I eat meat, but I also respect the choice of those who cut it out to minimise their impact on the planet. Animal agriculture creates more greenhouse gases than any other industry, including transport, and often abuses the natural world: the Brazil-based company JBS, for example, has been accused of “cattle laundering” – raising cows on illegally deforested Amazonian land, before fattening them on legitimate grazing land. (Because of suspicions over JBS’s links to the practise, Sainsbury’s stopped procuring meat from Brazil in 2021.) Most vegans choose their diet out of genuine concern about an industry that is contributing to the destruction of the planet. They are not the bad guys.
Still, the frustration with Veganuary is understandable. It has become a consumerist project that seems to be rooted in a desire for us to spend, as much as to show care for animals. It doesn’t just push us to cut something out, it prompts us to replace it by buying more: fake meats and pretend cheese so processed it’s hard to know where the plastic wrapping ends and the food begins.
There is another way. Studies show regenerative agriculture, a symbiotic relationship between the land and what we eat involving farming methods that work with nature rather than against it, is possible.

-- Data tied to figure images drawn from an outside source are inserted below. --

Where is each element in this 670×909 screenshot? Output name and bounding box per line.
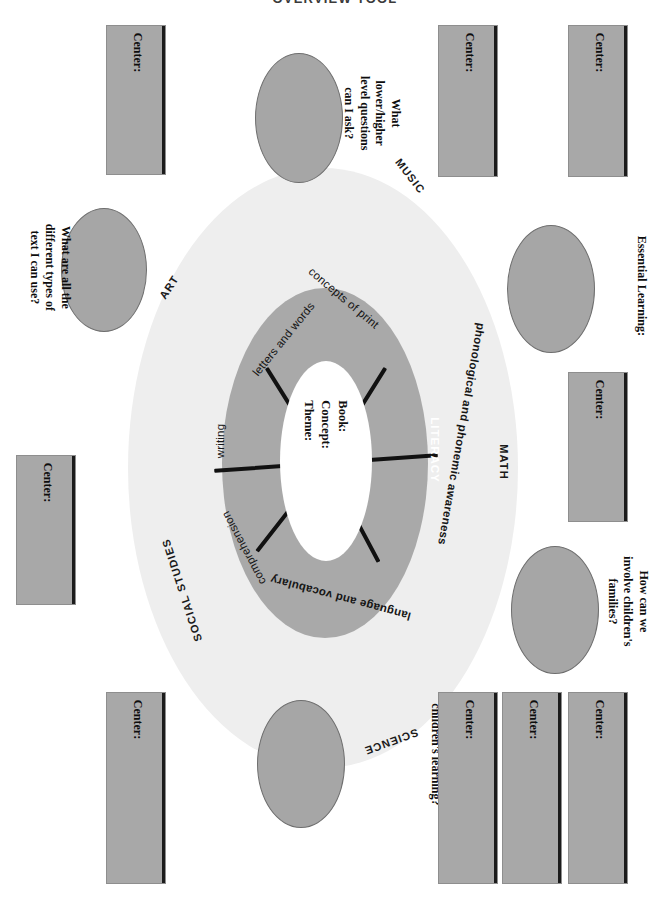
oval-text-types[interactable] xyxy=(61,208,147,332)
ring-label-literacy: LITERACY xyxy=(429,417,441,483)
center-box-1-label: Center: xyxy=(130,33,145,72)
center-line-concept: Concept: xyxy=(318,400,335,460)
page-title: OVERVIEW TOOL xyxy=(0,0,670,6)
center-box-5-label: Center: xyxy=(40,463,55,502)
oval-essential-learning-text: Essential Learning: xyxy=(633,223,649,349)
oval-questions-text: What lower/higher level questions can I … xyxy=(341,53,403,173)
oval-questions[interactable] xyxy=(255,53,343,183)
ring-label-writing: writing xyxy=(214,424,226,459)
worksheet-canvas: OVERVIEW TOOL Book: Concept: Theme: conc… xyxy=(0,0,670,909)
center-box-8-label: Center: xyxy=(526,700,541,739)
oval-families[interactable] xyxy=(511,546,599,674)
center-hole xyxy=(280,361,372,561)
oval-text-types-text: What are all the different types of text… xyxy=(27,208,74,326)
center-box-2-label: Center: xyxy=(462,33,477,72)
center-box-4-label: Center: xyxy=(592,380,607,419)
oval-families-text: How can we involve children's families? xyxy=(605,538,652,664)
center-line-theme: Theme: xyxy=(301,400,318,460)
center-box-6-label: Center: xyxy=(130,700,145,739)
center-box-3-label: Center: xyxy=(592,33,607,72)
center-book-concept-theme: Book: Concept: Theme: xyxy=(301,400,352,460)
center-box-7-label: Center: xyxy=(462,700,477,739)
center-box-9-label: Center: xyxy=(592,700,607,739)
subject-label-math: MATH xyxy=(498,444,510,479)
oval-essential-learning[interactable] xyxy=(507,225,595,353)
oval-observe-document[interactable] xyxy=(257,700,345,828)
center-line-book: Book: xyxy=(334,400,351,460)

It won’t be easy. Meat-eaters must drastically reduce their consumption, and there needs to be genuine determination to hold the most damaging players in the food industry to account. Income disparities that make the heftier price tag of sustainably reared meat inaccessible to so many must be addressed, perhaps through subsidies funded by the companies causing greatest harm to the planet.
But a good place to start would be for both sides of the Veganuary debate to take a moment to quiet their screaming and realise they have more in common than they care to admit.